He pours without looking up. The bamboo tube drips slowly. Each drop hits the shell, not loud, but steady. The coconut bowl wobbles slightly in its cradle of ash. The boy leans in, but barely touches it. Just enough to keep the rim level.
Off to one side, an old man reaches for the cup. Both hands, small grip. He doesn’t rush.
The others sit still.
We’re on a clearing outside a low hut in Besao, in the hills of Mountain Province. A fire curls thin smoke behind us. Chickens stalk the edge of the trees. Some cassava leaves hang low over the roof’s side.

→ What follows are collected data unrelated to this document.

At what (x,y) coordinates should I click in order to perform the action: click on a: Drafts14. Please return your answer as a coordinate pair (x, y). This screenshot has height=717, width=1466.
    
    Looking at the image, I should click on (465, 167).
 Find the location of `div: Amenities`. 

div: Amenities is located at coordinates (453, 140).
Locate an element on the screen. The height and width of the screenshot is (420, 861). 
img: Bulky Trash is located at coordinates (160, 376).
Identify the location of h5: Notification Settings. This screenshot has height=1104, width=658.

A large basket rests near the door. Inside, camote, still damp.
Boiled gabi fills the air. So does clay and ash. But there’s something else — fermented fruit, sharper than vinegar, but quieter. The jar near the boy holds tuba, though no one calls it that loud.
Not roadside tuba. No red cap. No sweetness. This one is pale and sour, with a bite that comes up late. They say it sat for two days in a clay jar, sealed under banana bark and covered in leaf mulch. Not for sale. Not for fun. Someone says only if the ancestors are watching. She speaks without facing me. She is looking toward the ridgeline.
The cup moves clockwise, one drinker to the next. Never passed hand to hand. Always set down. The boy does not drink. He folds a cloth and wipes the rim between turns. He pours carefully. He doesn’t look at the people. Just the shell.
Later, someone tells me his role. The taga-apud. The offerer. He watches. He waits. Only pours, unless invited otherwise. His job is more than pouring. He has to notice things.
When I ask what the silence means — the one that sits across the first few rounds — the boy gives a flat answer.
“So no one lies.”
An old man near him lets out one short laugh. “Or says something foolish.”
No one adds to that.
They drink slowly. No rush. When a cup is finished, it’s placed down flat. Not upside down yet. Not yet done. The boy doesn’t need to be told when to refill. He pours when the signal comes. No glance exchanged.
A woman receives a full shell and pauses. She doesn’t drink. She dips a finger inside. Then touches the ground beside her heel. Only after that does she sip.
“For them,” she says. She means the ones not present.
The others stay quiet. One more drink, one more turn.
It isn’t much liquor, they say. It only lowers the noise inside your chest. That’s how someone puts it. Not slurred talk, not raised voices. Just space.
After maybe eight or nine rounds, one of the older men sets his cup mouth-down on the board. Someone else does the same. The pourer stops. The boy returns to the jar and ties the red cloth over the opening. One knot, pulled slow.
Afterward, there is food. Mostly greens. A broth made from river snails and stalks. Boiled eggplant mashed with salt and garlic. Crisped pork skin, just in patches. Nothing rich. No one calls it a feast. But plates are filled.
I ask the woman again, do they drink this at birthdays?
“In town, maybe,” she says. “People drink for any reason.”
Then she looks at the boy. “But that’s not what this is.”
I ask again what this is, then.
Her answer takes a second.
“Learning. But without talking.”
The boy keeps sitting near the jar, even with the drinking done. His hands are on his knees now. But if someone had asked, he’d still be ready to pour.
They used to drink basi here, she says. Sugarcane wine. Boiled syrup aged with bark. More steps, more waiting. But sugarcane grows thinner now. Tuba became easier. The steps shortened. The rules stayed.
I ask what rules.
She turns her hand upward, as if that’s obvious.
“Don’t drink ahead of your elder. Don’t skip them. Don’t touch the jar if no one asked you to.”
The clay jar has a ridge near its neck. Some say it cracked years ago in the cold. Somebody sealed it with resin. Still pours.
They don’t call this a lesson. They don’t explain much.
But the boy sees who drinks first. Who doesn’t take a second. Who lays the shell gently. Who doesn’t wipe the lip. He sees when a round is ready, and when it’s done. No one tells him to watch. He just does.
Someone near the edge stretches their legs and says this year’s batch went down lighter. The bark was cleaner. Or maybe the spirits left earlier. There’s always someone who says that.
The meal slows. The fire dies out near the cassava. Chickens come close again.
The boy stands. He grips the jar under its neck and walks behind the house. No words follow him. No one tells him what to do.
But they all saw him pour.
And one day, someone will wait while he pours again.